Grace of Monaco does many interesting things but one thing it won’t do is enable Nicole Kidman to win an Oscar the way Olivier Dehan’s last major film, La Vie En Rose, enabled Marion Cotillard to win for her performance as Edith Piaf. That isn’t going to happen, and neither are many other Oscar nominations, with the possible exception of costume design. But that doesn’t mean Grace of Monaco is without its rewards. Despite eruptions of inappropriate laughter throughout this morning’s screening, there is still nothing quite like watching an actress as skilled as Nicole Kidman sink her teeth into a role.
Grace of Monaco takes us inside the life of Grace Kelly during the time when she had the chance to do Hitchcock’s Marnie but then decided to put on her big girl pants and help rule Monaco, or rather, help save its sovereignty. Her relationship with Prince Rainier (Tim Roth) and Father Frances Tucker (Frank Langella) are all that really keep her going in a life she can’t stand.
In 1963, Charles de Gaulle imposed sanctions against Monaco in angry response to its status as a tax-free haven for the wealthiest of French citizens, and the film seems to say that nothing but the presence of Princess Grace helped avert a crisis. Here’s where Grace of Monaco stumbles. Had the focus remained on Grace’s inner struggles between marriage, family and career it might have kept its attention on aspects an audience wanted to see. The uneasy mix of political maneuvering with scenes of royal supremacy makes you wonder how much of either is real or fabricated. Monaco’s status as playground for the rich had existed for nearly a century with no need for the principality to import a Hollywood princess, so any historical impact feels diluted by the presence of her fairytale lifestyle.
That Grace Kelly rose to the occasion to make Monaco and its royalty seem more respectable is an interesting slant, but in this film it’s hard to find the urgency in such a setup — just as it seems a little pointless to pity the poor princess whose two hard choices in life seem to be whether to take a part in a Hitchcock film or be a princess in a fantasy country. Even her marriage to Rainier doesn’t seem all that bad — he supports her desire to do a movie, he loves her, and all in all what could be so bad about that? She made those choices. She wasn’t forced into them.
Apparently this screenplay by Arash Amel was on the blacklist — a place where supposedly great screenplays wait to be discovered. I can’t help but wonder how scripts are rated to get on that list and if scripts like this exist there then how reliable can it be? In fact, the writing is the worst part of the whole thing, with clumsy lines of dialogue that land with a thud.
The film does get some things right, namely the casting of Kidman. Even though she looks nothing like Grace Kelly, Kidman dug deep to uncover what she believed were Kelly’s strengths and weaknesses. She also looks fantastic in the beautifully designed costumes.
The director tosses in some clever Hitchcock references throughout, since Kelly’s persona was a familiar trademark of the Hitchcock brand. There is a Mrs. Danvers, an homage to To Catch a Thief, and even a nice little hat-tip to Hitchcock’s editing in Rope.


Try it
Print exactly those lines that run from the beginning of the data to the line bearing "Image is 720x314 pixels.", inclusive.

Data about app and page elements:
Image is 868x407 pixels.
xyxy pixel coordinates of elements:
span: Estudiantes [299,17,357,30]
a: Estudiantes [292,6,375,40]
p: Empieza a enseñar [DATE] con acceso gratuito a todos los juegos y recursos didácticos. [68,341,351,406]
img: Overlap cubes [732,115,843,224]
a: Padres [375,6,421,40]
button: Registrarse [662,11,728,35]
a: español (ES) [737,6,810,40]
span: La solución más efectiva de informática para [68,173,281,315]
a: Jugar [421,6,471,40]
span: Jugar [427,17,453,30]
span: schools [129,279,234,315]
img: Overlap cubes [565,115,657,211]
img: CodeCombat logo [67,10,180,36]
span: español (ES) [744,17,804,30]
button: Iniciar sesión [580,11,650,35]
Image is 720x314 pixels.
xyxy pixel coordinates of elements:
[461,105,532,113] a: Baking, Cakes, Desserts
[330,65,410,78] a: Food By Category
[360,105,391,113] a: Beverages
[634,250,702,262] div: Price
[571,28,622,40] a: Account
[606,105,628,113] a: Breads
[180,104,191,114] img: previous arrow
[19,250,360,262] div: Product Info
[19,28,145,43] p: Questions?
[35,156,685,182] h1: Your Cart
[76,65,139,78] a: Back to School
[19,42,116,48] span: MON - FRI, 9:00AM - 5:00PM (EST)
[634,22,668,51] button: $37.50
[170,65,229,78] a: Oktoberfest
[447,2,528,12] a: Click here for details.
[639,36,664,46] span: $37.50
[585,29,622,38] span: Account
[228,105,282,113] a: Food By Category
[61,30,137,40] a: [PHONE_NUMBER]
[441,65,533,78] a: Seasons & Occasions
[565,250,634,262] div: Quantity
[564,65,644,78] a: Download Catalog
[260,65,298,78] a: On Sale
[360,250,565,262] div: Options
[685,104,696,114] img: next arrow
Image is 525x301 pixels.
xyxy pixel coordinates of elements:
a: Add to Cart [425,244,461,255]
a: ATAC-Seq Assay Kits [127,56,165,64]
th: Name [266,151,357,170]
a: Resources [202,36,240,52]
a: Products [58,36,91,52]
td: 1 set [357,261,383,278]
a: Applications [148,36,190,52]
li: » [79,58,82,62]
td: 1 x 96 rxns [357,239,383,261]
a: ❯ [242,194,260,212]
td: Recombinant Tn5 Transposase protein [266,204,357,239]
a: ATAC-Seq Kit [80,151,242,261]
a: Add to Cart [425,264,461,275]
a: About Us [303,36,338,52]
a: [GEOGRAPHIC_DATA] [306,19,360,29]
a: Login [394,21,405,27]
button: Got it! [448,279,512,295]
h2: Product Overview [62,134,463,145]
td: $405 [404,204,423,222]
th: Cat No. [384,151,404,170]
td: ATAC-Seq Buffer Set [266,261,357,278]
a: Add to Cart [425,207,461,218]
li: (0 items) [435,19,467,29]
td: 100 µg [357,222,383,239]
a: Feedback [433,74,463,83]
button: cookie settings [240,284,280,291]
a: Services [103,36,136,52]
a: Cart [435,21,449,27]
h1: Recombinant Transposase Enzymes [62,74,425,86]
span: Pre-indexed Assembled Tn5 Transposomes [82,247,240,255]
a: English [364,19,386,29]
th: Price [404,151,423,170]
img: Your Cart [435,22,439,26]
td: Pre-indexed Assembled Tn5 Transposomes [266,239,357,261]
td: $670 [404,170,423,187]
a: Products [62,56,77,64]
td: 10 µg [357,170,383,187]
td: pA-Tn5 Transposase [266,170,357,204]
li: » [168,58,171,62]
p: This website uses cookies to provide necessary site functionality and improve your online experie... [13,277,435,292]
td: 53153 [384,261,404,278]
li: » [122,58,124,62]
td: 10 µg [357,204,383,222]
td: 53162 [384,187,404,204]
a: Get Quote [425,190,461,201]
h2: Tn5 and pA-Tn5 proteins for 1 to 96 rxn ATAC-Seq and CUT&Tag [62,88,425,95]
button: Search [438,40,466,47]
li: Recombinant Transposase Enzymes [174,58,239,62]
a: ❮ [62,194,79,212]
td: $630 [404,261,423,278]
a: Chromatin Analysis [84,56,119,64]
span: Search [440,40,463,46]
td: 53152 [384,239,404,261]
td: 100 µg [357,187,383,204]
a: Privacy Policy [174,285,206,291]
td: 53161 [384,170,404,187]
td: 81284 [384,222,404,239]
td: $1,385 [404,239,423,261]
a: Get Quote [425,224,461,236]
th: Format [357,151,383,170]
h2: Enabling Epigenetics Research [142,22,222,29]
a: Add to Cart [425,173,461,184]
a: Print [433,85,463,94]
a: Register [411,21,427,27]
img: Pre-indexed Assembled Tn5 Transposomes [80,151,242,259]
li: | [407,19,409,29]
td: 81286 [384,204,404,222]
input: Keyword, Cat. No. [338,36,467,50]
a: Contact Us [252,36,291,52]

Solution to this exercise
Image is 868x407 pixels.
xyxy pixel coordinates of elements:
span: Estudiantes [299,17,357,30]
a: Estudiantes [292,6,375,40]
p: Empieza a enseñar [DATE] con acceso gratuito a todos los juegos y recursos didácticos. [68,341,351,406]
img: Overlap cubes [732,115,843,224]
a: Padres [375,6,421,40]
button: Registrarse [662,11,728,35]
a: español (ES) [737,6,810,40]
span: La solución más efectiva de informática para [68,173,281,315]
a: Jugar [421,6,471,40]
span: Jugar [427,17,453,30]
span: schools [129,279,234,315]
img: Overlap cubes [565,115,657,211]
img: CodeCombat logo [67,10,180,36]
span: español (ES) [744,17,804,30]
button: Iniciar sesión [580,11,650,35]
Image is 720x314 pixels.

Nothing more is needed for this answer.